Open AI’s Sam Altman: Building a strategic national reserve of computing power makes a lot of sense

I would like to clarify a few important points regarding OpenAI’s approach to infrastructure and government involvement.

First, and most obviously: we do not have or want government guarantees for OpenAI datacenters. We believe that governments should not pick winners or losers, and that taxpayers should not be on the hook to bail out companies that make bad business decisions or otherwise lose in the market. If one company fails, other companies will continue to do good work.

What we do think might make sense is for governments to build (and own) their own AI infrastructure. In such cases, the upside should flow to the government as well. We can imagine a world where governments decide to offtake a lot of computing power and get to decide how to use it. It might also make sense to provide a lower cost of capital to help facilitate this. Building a strategic national reserve of computing power makes a lot of sense, but this should be for the government’s benefit—not the benefit of private companies.

The one area where we have discussed loan guarantees is in support of building out semiconductor fabs in the US. We and other companies have responded to the government’s call here, and though we have not formally applied, we would be happy to help. The basic idea is to ensure that the sourcing of the chip supply chain is as American as possible, to bring jobs and industrialization back to the US, and to enhance the strategic position of the US with an independent supply chain. This benefits all American companies. Of course, this is very different from governments guaranteeing private-benefit datacenter buildouts.

There are at least three “questions behind the question” that understandably cause concern:

**1. How is OpenAI going to pay for all this infrastructure it is signing up for?**

We expect to end this year with an annualized revenue run rate above $20 billion, and we anticipate growing to hundreds of billions by 2030. We are currently looking at commitments of about $1.4 trillion over the next eight years.

Obviously, this requires continued revenue growth, and each doubling is a major effort. But we are feeling confident about our prospects. For example, we are quite excited about our upcoming enterprise offering, and we see other significant opportunities in categories like new consumer devices and robotics. There are also emerging categories that are harder to specify today, such as AI that can accelerate scientific discovery, which we will address later.

We are also exploring ways to sell compute capacity directly to other companies and individuals. We are quite sure the world will need a lot more “AI cloud,” and we are excited to provide this. We may also raise additional equity or debt capital in the future. But from everything we see, the world is going to require far more computing power than we have already planned for.

**2. Is OpenAI trying to become “too big to fail,” and should the government be picking winners and losers?**

Our answer is an unequivocal no. If we make mistakes and cannot fix them, we should fail—other companies will continue to do good work and serve customers. That’s how capitalism works, and both the ecosystem and economy would be fine.

We plan to be wildly successful, but if we get it wrong, that’s on us. Our CFO recently discussed government financing, and later clarified that her point could have been phrased more clearly. As mentioned above, we think the US government should have a national strategy for its own AI infrastructure.

Tyler Cowen asked me a few weeks ago about the federal government becoming the insurer of last resort for AI, similar to how insurance works for nuclear power risks, not for infrastructure overbuild. I said: “I do think the government ends up as the insurer of last resort, but in a different sense than you mean—I don’t expect them to actually be writing insurance policies in the way they might for nuclear.”

Again, this was a different context entirely from datacenter buildouts, and not about bailing out companies. What we were talking about is dealing with catastrophic risks—for example, a rogue actor using AI to coordinate a large-scale cyberattack that disrupts critical infrastructure. Intentional misuse of AI could cause harm on a scale only the government could manage. I do not think the government should be writing insurance policies for AI companies.

**3. Why does OpenAI need to spend so much now, rather than growing more slowly?**

We are building the infrastructure for a future economy powered by AI. Given everything we see on the horizon in our research program, now is the time to scale up our technology investment. Massive infrastructure projects take years to build, so we must start today.

Based on usage trends and how much AI people want to use, we believe the risk of not having enough computing power is both more significant and more likely than the risk of having too much.

Even today, we and others must rate-limit our products and hold back new features and models due to severe compute constraints. In a world where AI can enable major scientific breakthroughs but at the cost of tremendous computing power, we want to be ready to meet that moment. And we believe this moment is no longer far off.

Our mission requires us not to wait many more years to apply AI to difficult problems—such as contributing to curing deadly diseases—and to bring the benefits of artificial general intelligence (AGI) to people as soon as possible.

Moreover, we envision a world of abundant and cheap AI. We expect massive demand for this technology with transformative benefits for people’s lives in many ways.

It is a great privilege to be in the arena and to have the conviction to build infrastructure at such a scale for something so important. This is the bet we are making, and given our vantage point, we feel good about it. But of course, we could be wrong—and if we are, the market, not the government, will deal with it.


• HOW TO COMPLETE THIS TASK:
For the data below, report how many lines include the word "description", and write nothing else.

Data excerpts:
((

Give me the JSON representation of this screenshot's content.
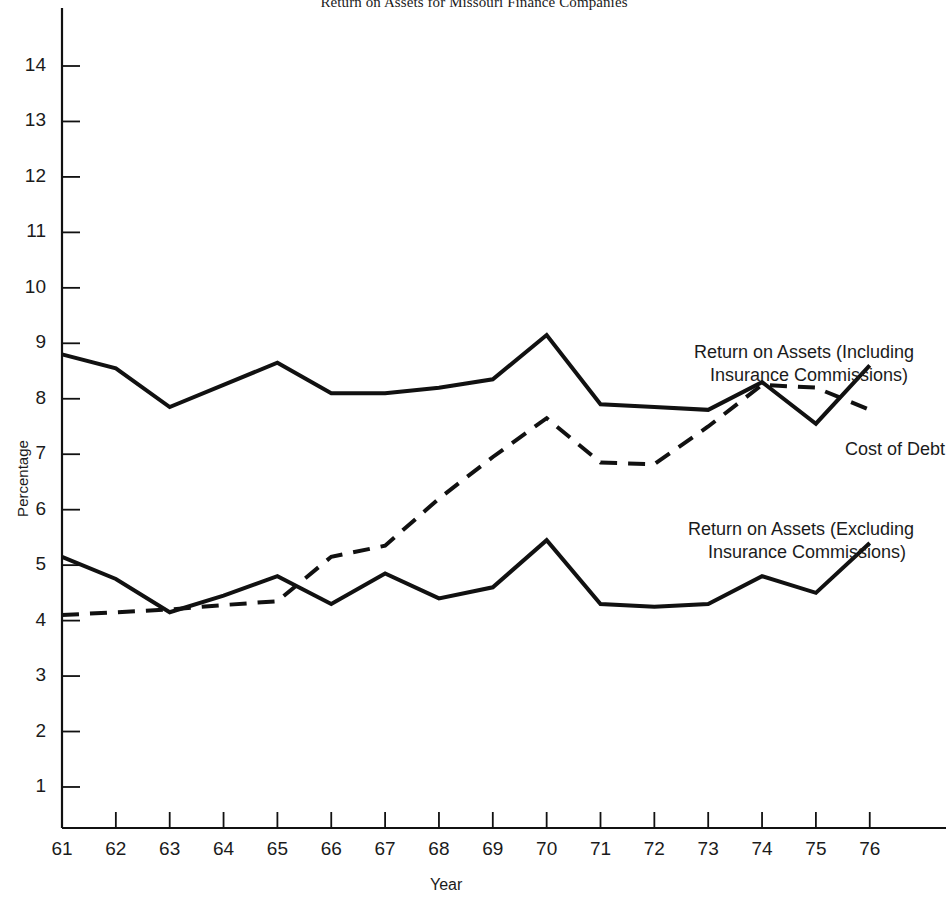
{
  "chart_data": {
    "type": "line",
    "title": "Return on Assets for Missouri Finance Companies",
    "xlabel": "Year",
    "ylabel": "Percentage",
    "grid": false,
    "legend_position": "inline-annotations",
    "x": [
      61,
      62,
      63,
      64,
      65,
      66,
      67,
      68,
      69,
      70,
      71,
      72,
      73,
      74,
      75,
      76
    ],
    "xtick_labels": [
      "61",
      "62",
      "63",
      "64",
      "65",
      "66",
      "67",
      "68",
      "69",
      "70",
      "71",
      "72",
      "73",
      "74",
      "75",
      "76"
    ],
    "ytick_labels": [
      "1",
      "2",
      "3",
      "4",
      "5",
      "6",
      "7",
      "8",
      "9",
      "10",
      "11",
      "12",
      "13",
      "14"
    ],
    "ylim": [
      0,
      14.8
    ],
    "xlim": [
      60.6,
      76.6
    ],
    "series": [
      {
        "name": "Return on Assets (Including Insurance Commissions)",
        "style": "solid",
        "color": "#111111",
        "values": [
          8.8,
          8.55,
          7.85,
          8.25,
          8.65,
          8.1,
          8.1,
          8.2,
          8.35,
          9.15,
          7.9,
          7.85,
          7.8,
          8.3,
          7.55,
          8.6
        ]
      },
      {
        "name": "Return on Assets (Excluding Insurance Commissions)",
        "style": "solid",
        "color": "#111111",
        "values": [
          5.15,
          4.75,
          4.15,
          4.45,
          4.8,
          4.3,
          4.85,
          4.4,
          4.6,
          5.45,
          4.3,
          4.25,
          4.3,
          4.8,
          4.5,
          5.4
        ]
      },
      {
        "name": "Cost of Debt",
        "style": "dashed",
        "color": "#111111",
        "values": [
          4.1,
          4.15,
          4.2,
          4.28,
          4.35,
          5.15,
          5.35,
          6.2,
          6.95,
          7.65,
          6.85,
          6.82,
          7.5,
          8.25,
          8.2,
          7.8
        ]
      }
    ],
    "annotations": [
      {
        "id": "including",
        "line1": "Return on Assets (Including",
        "line2": "Insurance Commissions)"
      },
      {
        "id": "excluding",
        "line1": "Return on Assets (Excluding",
        "line2": "Insurance Commissions)"
      },
      {
        "id": "cost-of-debt",
        "line1": "Cost of Debt"
      }
    ]
  }
}
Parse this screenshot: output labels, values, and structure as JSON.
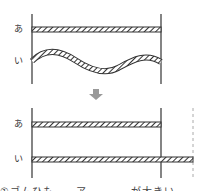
{
  "top_panel": {
    "label_a": "あ",
    "label_b": "い",
    "description": "Two strings between two posts: あ straight, い wavy"
  },
  "arrow": {
    "direction": "down",
    "color": "#999999"
  },
  "bottom_panel": {
    "label_a": "あ",
    "label_b": "い",
    "description": "あ stays same length; い stretched straight extends past right post to dashed line"
  },
  "caption": "①ゴムひも　　ア　　　　が大きい",
  "colors": {
    "line": "#333333",
    "hatch": "#333333",
    "dashed": "#aaaaaa"
  }
}
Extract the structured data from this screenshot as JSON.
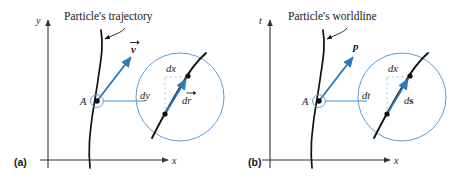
{
  "figure": {
    "background_color": "#ffffff",
    "curve_color": "#111111",
    "accent_color": "#2e7ab8",
    "inset_circle_color": "#5b9bd5",
    "leader_color": "#7fb3de",
    "axis_color": "#333333",
    "dashed_color": "#9ec8e8"
  },
  "panels": [
    {
      "key": "a",
      "label": "(a)",
      "title": "Particle's trajectory",
      "axis_vertical": "y",
      "axis_horizontal": "x",
      "point_label": "A",
      "vector_label": "v",
      "vector_label_style": "arrow-over",
      "inset": {
        "horizontal_component": "dx",
        "vertical_component": "dy",
        "displacement_label": "dr",
        "displacement_style": "arrow-over"
      }
    },
    {
      "key": "b",
      "label": "(b)",
      "title": "Particle's worldline",
      "axis_vertical": "t",
      "axis_horizontal": "x",
      "point_label": "A",
      "vector_label": "p",
      "vector_label_style": "bold-italic",
      "inset": {
        "horizontal_component": "dx",
        "vertical_component": "dt",
        "displacement_label": "ds",
        "displacement_style": "bold-upright-s"
      }
    }
  ]
}
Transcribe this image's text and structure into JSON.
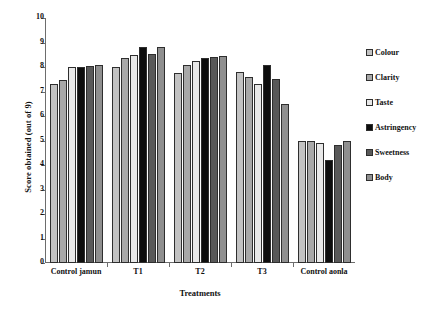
{
  "chart_data": {
    "type": "bar",
    "title": "",
    "xlabel": "Treatments",
    "ylabel": "Score obtained (out of 9)",
    "categories": [
      "Control jamun",
      "T1",
      "T2",
      "T3",
      "Control aonla"
    ],
    "ylim": [
      0,
      10
    ],
    "yticks": [
      0,
      1,
      2,
      3,
      4,
      5,
      6,
      7,
      8,
      9,
      10
    ],
    "grid": false,
    "legend_position": "right",
    "series": [
      {
        "name": "Colour",
        "color": "#c2c2c2",
        "values": [
          7.3,
          8.0,
          7.75,
          7.8,
          5.0
        ]
      },
      {
        "name": "Clarity",
        "color": "#a8a8a8",
        "values": [
          7.45,
          8.35,
          8.1,
          7.6,
          5.0
        ]
      },
      {
        "name": "Taste",
        "color": "#e8e8e8",
        "values": [
          8.0,
          8.5,
          8.25,
          7.3,
          4.9
        ]
      },
      {
        "name": "Astringency",
        "color": "#0d0d0d",
        "values": [
          8.0,
          8.8,
          8.35,
          8.1,
          4.2
        ]
      },
      {
        "name": "Sweetness",
        "color": "#595959",
        "values": [
          8.05,
          8.55,
          8.4,
          7.5,
          4.8
        ]
      },
      {
        "name": "Body",
        "color": "#8f8f8f",
        "values": [
          8.1,
          8.8,
          8.45,
          6.5,
          5.0
        ]
      }
    ]
  }
}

))

• WRITTEN SOLUTION:
2